Béisbol in New Britain: Local minor league team employed barrier-breaking ballplayers
Until recently, if a baseball player from Cuba wanted a shot at playing Major League Baseball, he had to defect from the island with the help of criminal organizations as part of a treacherous journey to the United States.
This was life under the communist government’s rule prior to 2018, when a deal was struck between Major League Baseball and the Cuban Baseball Federation that allows certain ballplayers to sign with MLB teams.
When Cuba was a protectorate under the U.S. government, people could move freely. In the spring of 1908, four Cuban ballplayers arrived in New Britain to play minor league baseball in the Connecticut State League before two of them launched into MLB history as pioneers.

Charles Humphrey, owner of New Britain’s ball club, heard about Armando Marsans, Luis Padron, Rafael Almeida and Alfredo Cabrera from sources in Havana and worked to sign the talented men after they completed the winter baseball season in Cuba.
New Britain’s Daily Herald buzzed with updates of their impending arrival and the impact they would have on the local team, which was renamed the Perfectos in a nod to the talented newcomers.
“The difficulty has always been to get the Cubans to leave the island, but New Britain wants a good team and no effort will be spared by the management to have one,” the newspaper reported.
More difficult was navigating the Connecticut State League’s hateful color line that barred non-white players from competing, and the Perfectos risked losing their players before they ever took the field.
The local newspaper jumped to the players’ defense, noting they were “strictly white.”
“[Humphrey] has been very careful to inquire into this before signing them. They are really Spaniards in sense of blood descent.”
Whether they were is debatable. But light skin tones allowed the men to pass themselves off as European, and they posted impressive numbers during summers here and winters in Cuba.
Padron hit .314 in 1908, third in the league, led the team with seven home runs and won 18 games as a pitcher in his only full season with the Perfectos. He returned to Cuba and joined the island’s touring teams, making stops in Connecticut over the next 15 years.
Marsans, Almeida and Cabrera played together with New Britain across four seasons from 1908 to 1911, and Cabrera endeared himself to fans and the media. Marsans and Almeida routinely batted at or above .300 with power and speed on the basepaths. Cabrera was considered a top-notch shortstop with plenty of speed and a good bat, cracking 407 hits in 416 games for New Britain.
New Britain seemed to love their imported baseball stars, until 1911.
Almeida never showed up for spring training camp and Marsans disappeared without a word in May, leaving fans and reporters grasping for an explanation. Even Cabrera was out of the loop and reportedly hurt by his teammates and friends. Eventually, both players explained their absences by claiming they had sick relatives in Cuba.
But there was more to it.
Cincinnati Reds manager Clark Griffith offered a tryout that spring to Almeida, who spoke no English and used Marsans as an interpreter, according to the late Cuban baseball historian Peter C. Bjarkman, a Hartford native, who authored “Smoke: The Romance and Lore of Cuban Baseball.” And Marsans was more than a translator, as Griffith quickly learned. He immediately purchased both players’ contracts for $1,000 each and made plans to bring them to Cincinnati. The Daily Herald was sore about their abrupt departure and smeared them in stories.
Skin color came up again in Cincinnati. Reds president Garry Herrmann arrived at Cincinnati’s Union Station to greet Almeida and Marsans and initially mistook two porters for his new players. But Cincinnati newspapers soon ran with the Spaniard storyline, “after the needed assurances and documentation had arrived from Havana,” Bjarkman wrote.
And on July 4, 1911, Marsans and Almeida made history when they debuted for the Reds in Chicago to become the first Latin American players in the National League.

They followed in the footsteps of Latin American baseball pioneers Esteban Bellán, the first Latin American professional baseball player in the United States (1868-73 in two different leagues), and Luis Castro, who broke into the American League with the 1902 Philadelphia Athletics as the first Latin American player in Major League Baseball.
Marsans lasted eight years in Major League Baseball, Almeida three and Cabrera played one game for the 1913 St. Louis Cardinals.
By that time, the New Britain Perfectos were on the verge of collapse in the Connecticut State League. But they left behind their legacy as a team that helped launch the careers of talented Cuban ballplayers.
Short note: I unearthed this slice of history while researching Swat McCabe, who played a prominent role in the history of Muzzy Field in Bristol, Conn., and suited up for New Britain after his playing career with the Cincinnati Reds. He's shown in the two photos. I always enjoy rabbit-hole discoveries like this.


**ACTIVITY**. Pull every line with the word "legend" out of the entries below.

***** DATA IN THIS EXERCISE

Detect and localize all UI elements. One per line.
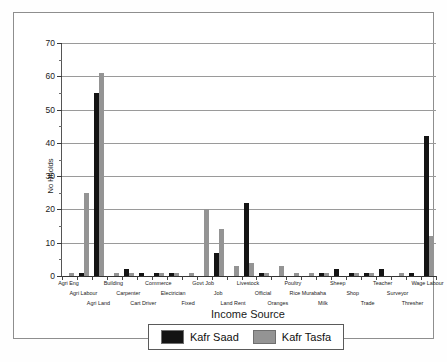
bar-kafr-tasfa [249, 263, 254, 276]
y-tick-minor [59, 60, 62, 61]
y-tick-label: 70 [46, 39, 55, 47]
bar-kafr-tasfa [369, 273, 374, 276]
bar-kafr-tasfa [279, 266, 284, 276]
bar-kafr-tasfa [294, 273, 299, 276]
x-axis-label: Milk [318, 300, 328, 306]
bar-kafr-tasfa [204, 209, 209, 276]
y-tick-minor [59, 226, 62, 227]
y-tick-major [57, 76, 62, 77]
x-axis-label: Shop [346, 290, 359, 296]
bar-kafr-tasfa [159, 273, 164, 276]
x-tick [137, 276, 138, 280]
bar-group [244, 43, 254, 276]
x-axis-label: Teacher [373, 280, 392, 286]
y-tick-label: 50 [46, 106, 55, 114]
x-axis-label: Thresher [402, 300, 424, 306]
x-axis-label: Agri Eng [58, 280, 79, 286]
bar-kafr-tasfa [264, 273, 269, 276]
bottom-caption [14, 352, 134, 359]
bar-group [124, 43, 134, 276]
bar-kafr-saad [379, 269, 384, 276]
y-tick-major [57, 176, 62, 177]
y-tick-label: 0 [50, 272, 55, 280]
bar-group [94, 43, 104, 276]
x-tick [406, 276, 407, 280]
x-axis-label: Sheep [330, 280, 346, 286]
bar-group [274, 43, 284, 276]
bar-kafr-tasfa [324, 273, 329, 276]
bar-kafr-saad [139, 273, 144, 276]
figure-container: No Hholds 010203040506070 Agri EngAgri L… [0, 0, 447, 362]
x-axis-label: Electrician [161, 290, 186, 296]
bar-group [154, 43, 164, 276]
bar-kafr-tasfa [129, 273, 134, 276]
bar-kafr-tasfa [189, 273, 194, 276]
y-tick-label: 40 [46, 139, 55, 147]
bar-group [409, 43, 419, 276]
bar-kafr-tasfa [69, 273, 74, 276]
x-tick [301, 276, 302, 280]
bar-group [364, 43, 374, 276]
bar-group [184, 43, 194, 276]
legend-label-kafr-saad: Kafr Saad [190, 331, 239, 343]
x-axis-title: Income Source [61, 308, 435, 320]
x-axis-label: Land Rent [221, 300, 246, 306]
bar-kafr-tasfa [234, 266, 239, 276]
y-tick-minor [59, 126, 62, 127]
kafr-tasfa-swatch-icon [253, 330, 276, 344]
y-tick-label: 10 [46, 239, 55, 247]
y-tick-label: 60 [46, 72, 55, 80]
y-tick-label: 30 [46, 172, 55, 180]
plot-area: 010203040506070 [61, 43, 436, 277]
bar-group [79, 43, 89, 276]
x-axis-label: Govt Job [192, 280, 214, 286]
bar-group [424, 43, 434, 276]
x-tick [316, 276, 317, 280]
x-axis-label: Agri Land [87, 300, 110, 306]
x-axis-label: Wage Labour [411, 280, 443, 286]
bar-group [139, 43, 149, 276]
bar-kafr-tasfa [429, 236, 434, 276]
bar-group [259, 43, 269, 276]
x-axis-label: Rice Murabaha [290, 290, 327, 296]
y-tick-major [57, 143, 62, 144]
x-axis-label: Fixed [182, 300, 195, 306]
bar-kafr-tasfa [399, 273, 404, 276]
bar-group [169, 43, 179, 276]
bar-kafr-tasfa [84, 193, 89, 276]
bar-kafr-tasfa [219, 229, 224, 276]
bar-group [349, 43, 359, 276]
bar-group [229, 43, 239, 276]
x-axis-label: Cart Driver [130, 300, 156, 306]
bar-group [334, 43, 344, 276]
kafr-saad-swatch-icon [161, 330, 184, 344]
y-tick-minor [59, 160, 62, 161]
bar-group [394, 43, 404, 276]
y-tick-major [57, 110, 62, 111]
bar-group [64, 43, 74, 276]
bar-kafr-tasfa [174, 273, 179, 276]
bar-kafr-tasfa [99, 73, 104, 276]
legend-entry-kafr-saad: Kafr Saad [161, 330, 239, 344]
bar-kafr-saad [409, 273, 414, 276]
x-tick [92, 276, 93, 280]
x-tick [346, 276, 347, 280]
y-tick-minor [59, 93, 62, 94]
bar-group [109, 43, 119, 276]
x-tick [227, 276, 228, 280]
legend-label-kafr-tasfa: Kafr Tasfa [282, 331, 331, 343]
bar-group [214, 43, 224, 276]
x-axis-label: Job [214, 290, 223, 296]
bar-group [304, 43, 314, 276]
x-axis-label: Livestock [237, 280, 259, 286]
bar-group [319, 43, 329, 276]
y-tick-major [57, 243, 62, 244]
x-tick [361, 276, 362, 280]
y-tick-major [57, 43, 62, 44]
x-axis-label: Official [255, 290, 271, 296]
bar-group [289, 43, 299, 276]
bar-kafr-saad [334, 269, 339, 276]
x-tick [271, 276, 272, 280]
x-axis-label: Carpenter [116, 290, 140, 296]
x-axis-label: Surveyor [387, 290, 409, 296]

**********

**RESULT BELOW**.
legend-label-kafr-saad: Kafr Saad [190, 331, 239, 343]
legend-entry-kafr-saad: Kafr Saad [161, 330, 239, 344]
legend-label-kafr-tasfa: Kafr Tasfa [282, 331, 331, 343]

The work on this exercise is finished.